The backend would provide higher-level tools, I'm imagining a kind of "diff-based" approach (inspired by React), where:

  • You create a "document context"
  • You send a full document to the backend, for that context
  • The backend asynchronously streams the spelling errors it finds (engine can be configured)
  • Every time the document is updated, you drop another full version of the document
  • The backend is able to cache segments (not necessarily just words) of the previous version of the document, for example, it can compute hashes of individual lines, and if the hash of a line matches a previous one (not necessarily at the same location), it loads the errors found in it from the cache. In this way it can be made even faster than caching individual words, and scale to longer documents
  • The backend would also be able to incrementally return only errors that weren't know before (using a kind of "diff"). That is a bit more difficult to implement, but I worked with diff-like algorithms before

In the backend I can also perform more accurate word segmentation, like with the cldr-segmentation library, which I heavily use in Echogarden (a speech toolset I'm developing - which also includes several natural language processing features, as part of it). cldr-segmentation has language-dependent datasets of abbreviations that can more accurately distinguish between . characters used as part of word, to ones that signify sentence ending or other punctuation, as well as various numeric patterns that may include ..

Better word segmentation can also help in reducing the number of false positives due to things like special characters, separators, etc. like is seen in the "Alice in Wonderland" example with Hunspell (it likely happens because Hunspell doesn't properly trim the non-word characters sent to it - it can be fixed by using more accurate word segmentation which would naturally "trim" the unwanted characters from the word))

The word segmentation itself can also be cached in the backend. We'll see.

I don't see the amount of work to implement this to be very large. I think actually redoing the native addons was generally more difficult.
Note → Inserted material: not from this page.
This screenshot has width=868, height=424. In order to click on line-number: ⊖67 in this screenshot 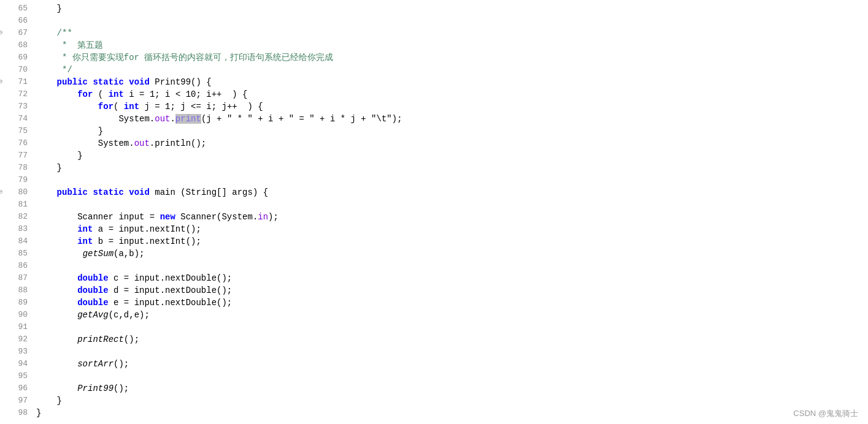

Edit: forgot to mention. Very soon I'm publishing a new language detection library called echo-ld (Echogarden Language Detection library). It is very accurate (for example can differentiate between different Italian dialects and even between Norwegian Nynorsk vs Bokmål - to some limited degree). I'll likely integrate that to the backend as well - it could technically be used detect spelling errors even in a document that contains different languages (by detecting the language of different segments independently and applying the correct dictionary for that language).